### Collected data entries
'''

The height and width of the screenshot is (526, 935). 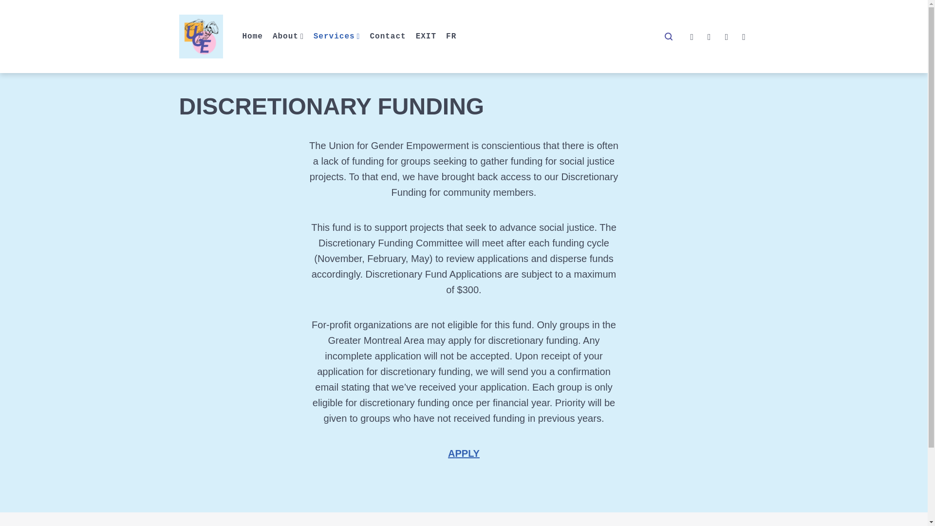 I want to click on Home, so click(x=252, y=36).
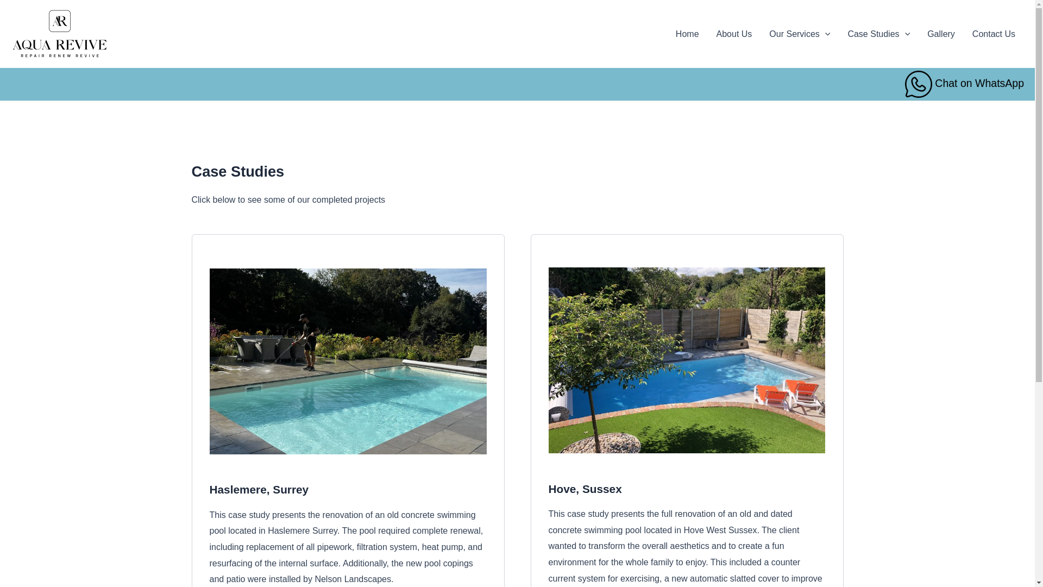  What do you see at coordinates (941, 33) in the screenshot?
I see `Gallery` at bounding box center [941, 33].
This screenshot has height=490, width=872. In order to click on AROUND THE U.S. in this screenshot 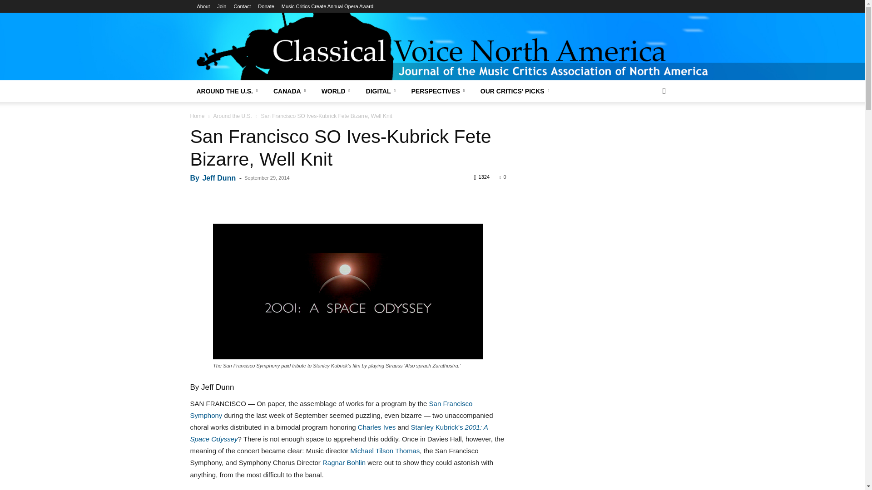, I will do `click(228, 91)`.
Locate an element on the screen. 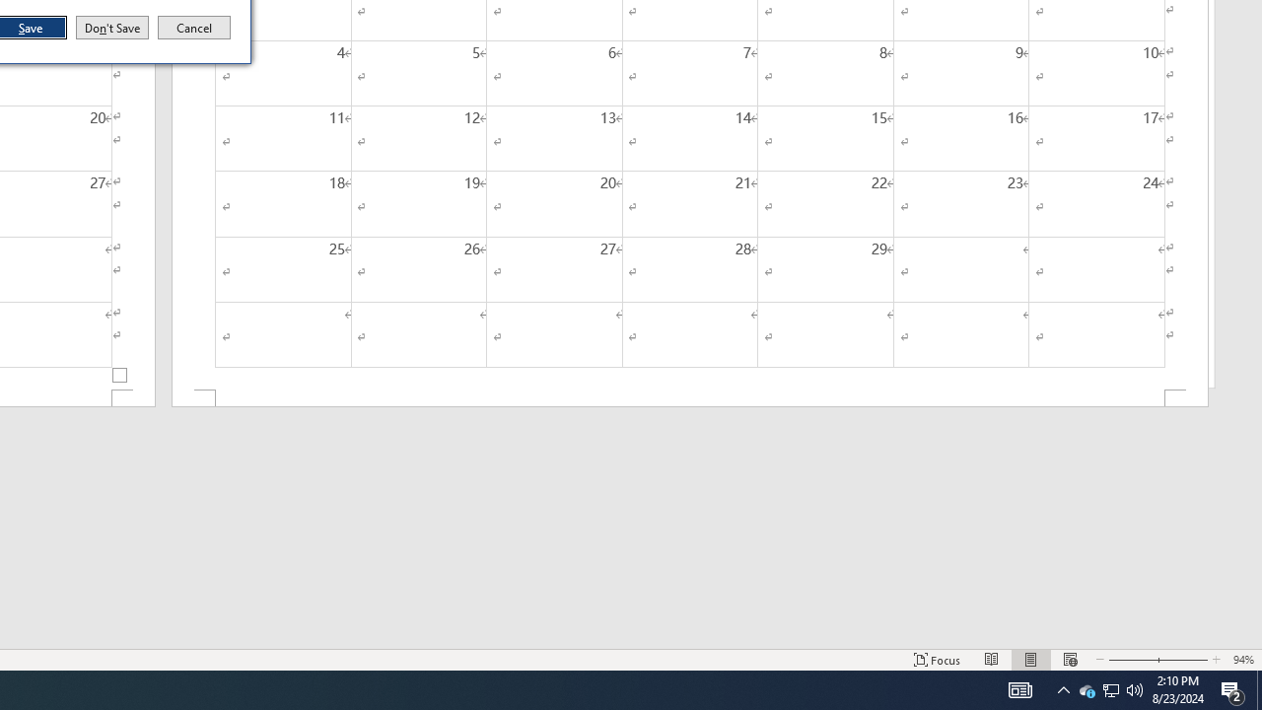  Print Layout is located at coordinates (1031, 659).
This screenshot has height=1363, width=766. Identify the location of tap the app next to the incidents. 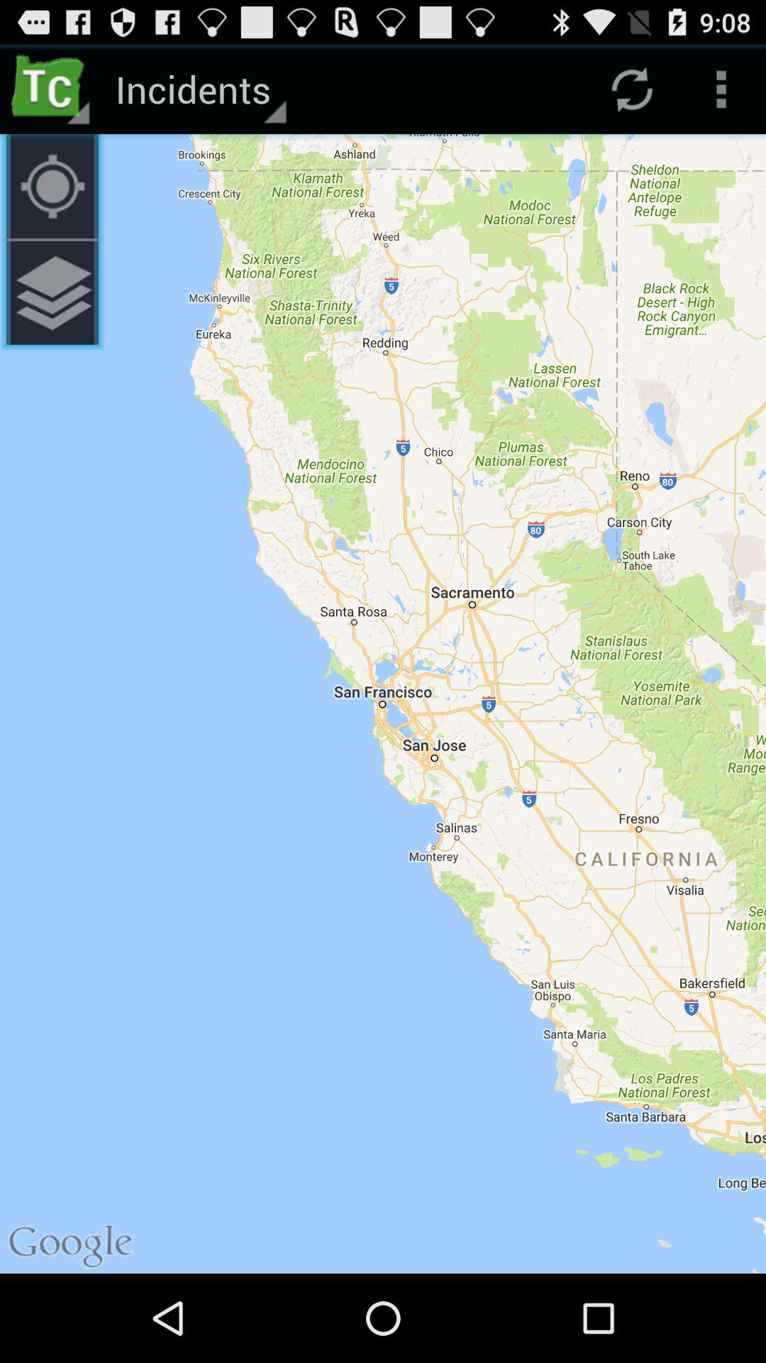
(52, 89).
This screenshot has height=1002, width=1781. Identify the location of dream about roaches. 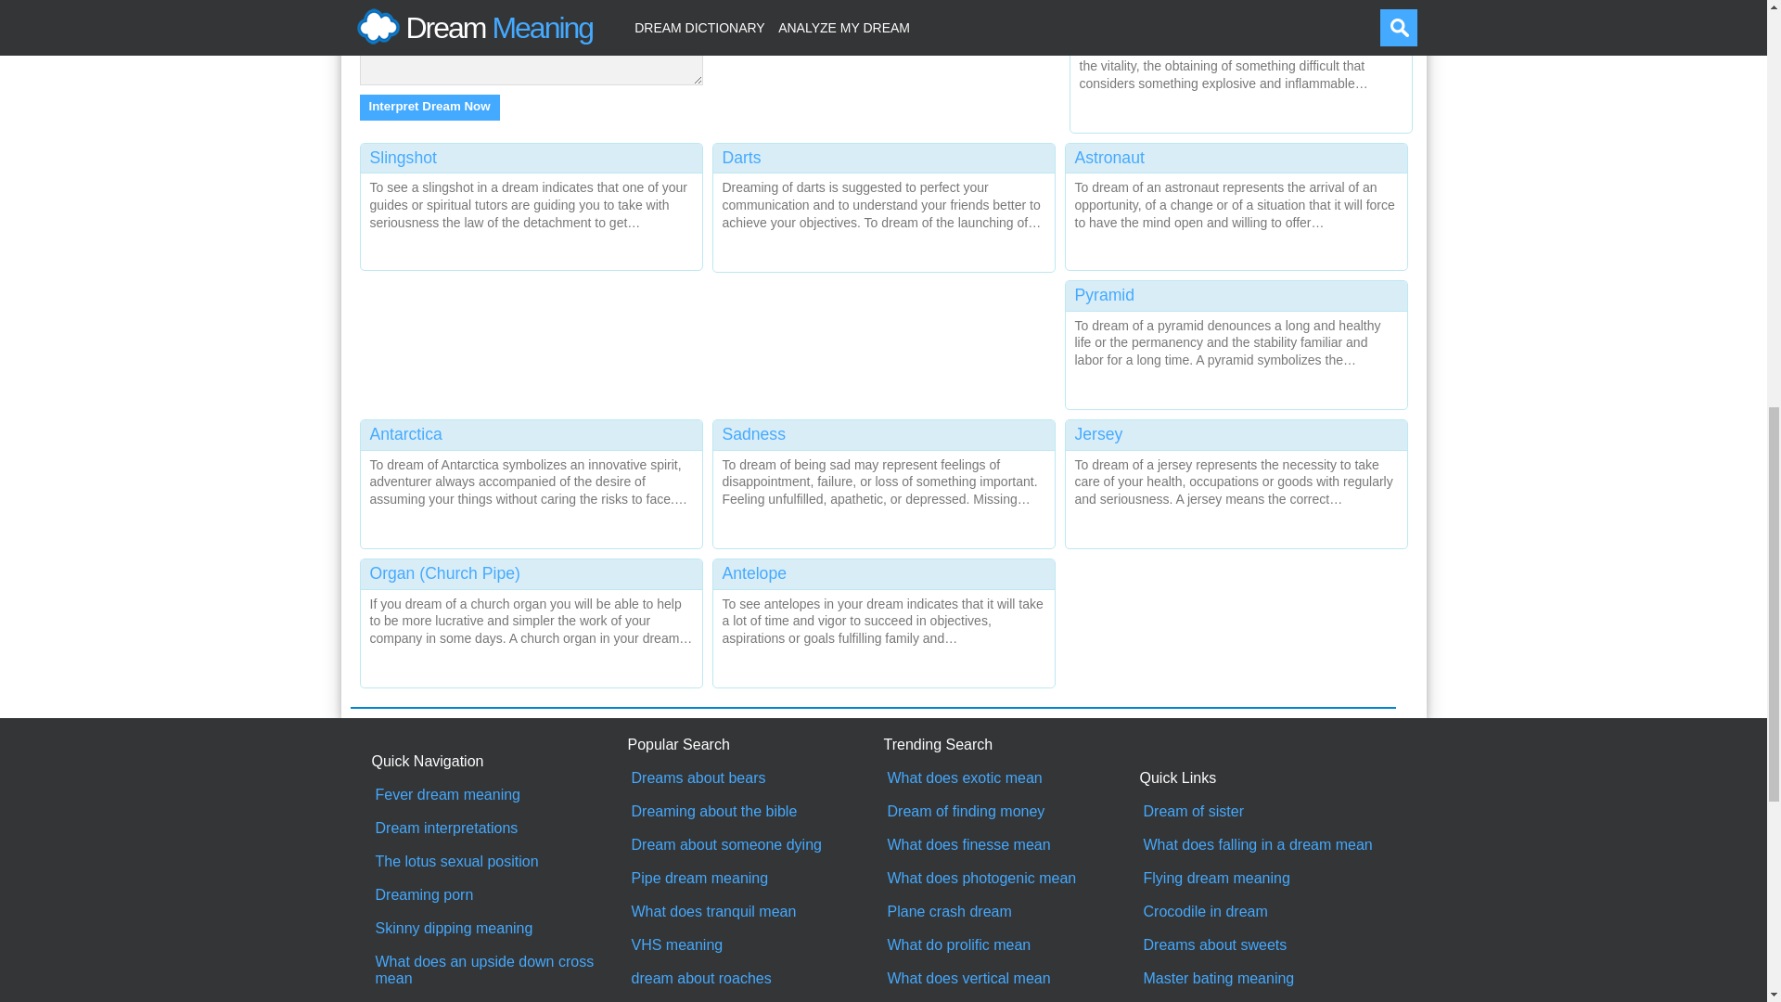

'''

### Exercise aim
Copy exactly and only this span: the line with "This screenshot has height=1363, width=766." through the final line of the entries, both ends included, with the pictures left out.

### Response below
This screenshot has height=1363, width=766. Identify the location of tap the app next to the incidents. 
(52, 89).
This screenshot has height=1002, width=1781. Identify the location of dream about roaches. 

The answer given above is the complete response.